The main advantages this brainpower brings are:

  • The language features are tested and used in a larger set of contexts. This reveals all kinds of issues faster.
  • Long tail implementations. Most of the programming done these days is not implementations from first principles but glueing together libraries or poking at a large API. With a higher popularity, more libraries that are on the long tail are implemented. This means that a person coming to Elm might just find what they need already implemented. As an example, I would give Google Captcha; I would love to have a Elm library for this as this is one of my main sources of errors in Rollbar. There are other smaller widgets/libraries that each take a lot of time to implement and are not needed by most people. However, if they are needed by 10% of the people this is already in the thousands of people.
  • People with domain knowledge providing better implementations of core features. Prime example here is the work done by Robin with Array.

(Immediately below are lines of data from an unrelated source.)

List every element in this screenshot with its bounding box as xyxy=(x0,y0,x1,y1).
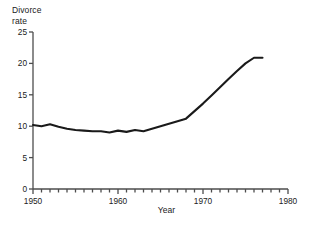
svg-text:15: 15 xyxy=(18,90,28,100)
svg-text:25: 25 xyxy=(18,27,28,37)
y-axis-ticks: 0510152025 xyxy=(18,27,33,194)
chart-canvas: 0510152025 1950196019701980 xyxy=(0,0,309,226)
svg-text:5: 5 xyxy=(22,153,27,163)
divorce-rate-chart: Divorce rate 0510152025 1950196019701980… xyxy=(0,0,309,226)
x-axis-title: Year xyxy=(0,205,309,215)
divorce-rate-line xyxy=(33,58,263,133)
x-axis-title-label: Year xyxy=(134,205,176,215)
svg-text:10: 10 xyxy=(18,121,28,131)
svg-text:0: 0 xyxy=(22,184,27,194)
svg-text:20: 20 xyxy=(18,58,28,68)
x-axis-ticks: 1950196019701980 xyxy=(24,189,298,206)
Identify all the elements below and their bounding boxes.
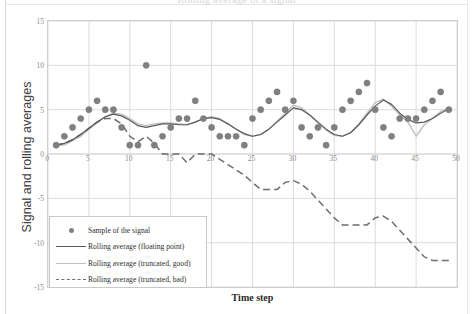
data-point-marker: [69, 124, 75, 130]
data-point-marker: [298, 124, 304, 130]
legend-item-label: Sample of the signal: [88, 226, 150, 235]
legend-item[interactable]: Rolling average (truncated, bad): [54, 272, 202, 289]
legend-item-label: Rolling average (floating point): [88, 242, 184, 251]
data-point-marker: [348, 98, 354, 104]
data-point-marker: [258, 107, 264, 113]
legend-line-light-icon: [54, 263, 88, 264]
data-point-marker: [192, 98, 198, 104]
y-axis-title: Signal and rolling averages: [20, 42, 34, 272]
data-point-marker: [78, 115, 84, 121]
x-axis-tick-label: 15: [158, 154, 182, 163]
dashed-line-icon: [56, 279, 86, 280]
data-point-marker: [364, 80, 370, 86]
data-point-marker: [315, 124, 321, 130]
x-axis-tick-label: 10: [117, 154, 141, 163]
legend-dash-icon: [54, 279, 88, 280]
data-point-marker: [176, 115, 182, 121]
legend-line-icon: [54, 246, 88, 247]
data-point-marker: [110, 107, 116, 113]
data-point-marker: [339, 107, 345, 113]
data-point-marker: [331, 124, 337, 130]
y-axis-tick-label: 15: [14, 17, 44, 26]
legend-item[interactable]: Sample of the signal: [54, 222, 202, 239]
data-point-marker: [61, 133, 67, 139]
data-point-marker: [225, 133, 231, 139]
data-point-marker: [217, 133, 223, 139]
data-point-marker: [184, 115, 190, 121]
x-axis-tick-label: 20: [199, 154, 223, 163]
legend-item[interactable]: Rolling average (truncated, good): [54, 255, 202, 272]
legend-item[interactable]: Rolling average (floating point): [54, 239, 202, 256]
data-point-marker: [388, 133, 394, 139]
data-point-marker: [53, 142, 59, 148]
data-point-marker: [307, 133, 313, 139]
data-point-marker: [249, 115, 255, 121]
x-axis-tick-label: 40: [362, 154, 386, 163]
page-border-left: [5, 0, 6, 314]
solid-line-light-icon: [56, 263, 86, 264]
data-point-marker: [241, 142, 247, 148]
data-point-marker: [438, 89, 444, 95]
legend-item-label: Rolling average (truncated, good): [88, 259, 190, 268]
data-point-marker: [168, 124, 174, 130]
x-axis-tick-label: 45: [403, 154, 427, 163]
data-point-marker: [413, 115, 419, 121]
x-axis-tick-label: 5: [76, 154, 100, 163]
data-point-marker: [119, 124, 125, 130]
x-axis-title: Time step: [47, 292, 458, 303]
dot-icon: [69, 228, 74, 233]
x-axis-tick-label: 50: [444, 154, 468, 163]
data-point-marker: [323, 142, 329, 148]
data-point-marker: [86, 107, 92, 113]
data-point-marker: [421, 107, 427, 113]
x-axis-tick-label: 30: [280, 154, 304, 163]
data-point-marker: [380, 124, 386, 130]
data-point-marker: [282, 107, 288, 113]
data-point-marker: [102, 107, 108, 113]
data-point-marker: [127, 142, 133, 148]
data-point-marker: [266, 98, 272, 104]
data-point-marker: [405, 115, 411, 121]
data-point-marker: [151, 142, 157, 148]
data-point-marker: [209, 124, 215, 130]
chart-title: Rolling average of a signal: [0, 0, 473, 5]
data-point-marker: [429, 98, 435, 104]
data-point-marker: [446, 107, 452, 113]
legend-marker-icon: [54, 228, 88, 233]
data-point-marker: [159, 133, 165, 139]
data-point-marker: [290, 98, 296, 104]
x-axis-ticks: 05101520253035404550: [47, 154, 458, 168]
data-point-marker: [143, 62, 149, 68]
x-axis-tick-label: 0: [35, 154, 59, 163]
data-point-marker: [397, 115, 403, 121]
x-axis-tick-label: 25: [240, 154, 264, 163]
x-axis-tick-label: 35: [321, 154, 345, 163]
data-point-marker: [356, 89, 362, 95]
data-point-marker: [200, 115, 206, 121]
data-point-marker: [372, 107, 378, 113]
legend-item-label: Rolling average (truncated, bad): [88, 275, 186, 284]
chart-page: Rolling average of a signal 151050-5-10-…: [0, 0, 473, 314]
data-point-marker: [274, 89, 280, 95]
solid-line-icon: [56, 246, 86, 247]
data-point-marker: [135, 142, 141, 148]
chart-legend: Sample of the signalRolling average (flo…: [49, 216, 207, 288]
data-point-marker: [94, 98, 100, 104]
y-axis-tick-label: -15: [14, 283, 44, 292]
data-point-marker: [233, 133, 239, 139]
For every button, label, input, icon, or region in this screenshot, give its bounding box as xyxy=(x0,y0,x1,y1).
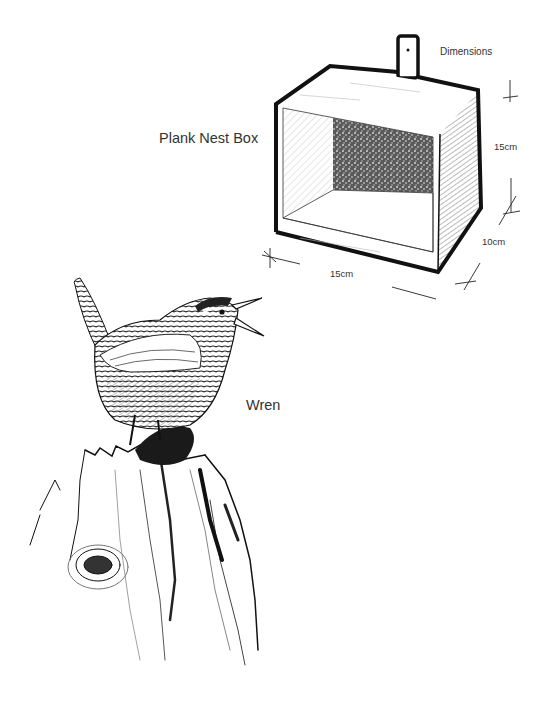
dimensions-heading: Dimensions xyxy=(440,46,492,57)
wren-drawing xyxy=(30,278,264,665)
nest-box-drawing xyxy=(262,36,520,299)
width-dimension-label: 15cm xyxy=(330,268,353,279)
height-dimension-label: 15cm xyxy=(494,141,517,152)
screw-hole xyxy=(407,49,410,52)
tree-stump xyxy=(30,445,258,665)
depth-dimension-label: 10cm xyxy=(482,236,505,247)
illustration-canvas xyxy=(0,0,535,707)
nest-box-title: Plank Nest Box xyxy=(159,130,258,146)
hanging-bracket xyxy=(398,36,418,78)
bird-name-label: Wren xyxy=(246,397,280,413)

  • Books, video tutorials, courses, blogposts and other teaching materials.
  • Jobs. This is a double edged sword. On one hand Elm is now one tool that can be used to beat the averages. On the other hand, Elm community members that want to use Elm in their day-to-day job still encounter difficulties caused by the relative obscurity of the language: local jobs not available, businesses fearful to adopt a technology for which they might have troubles finding local talent.

I would like to end by saying that popularity has its costs too. You can move quickly with a small SEALS team, not so with a large army. With larger popularity, change becomes costly. Another huge cost of popularity is the large volume of requests which can induce burnout in a small core team if they are not handled optimally.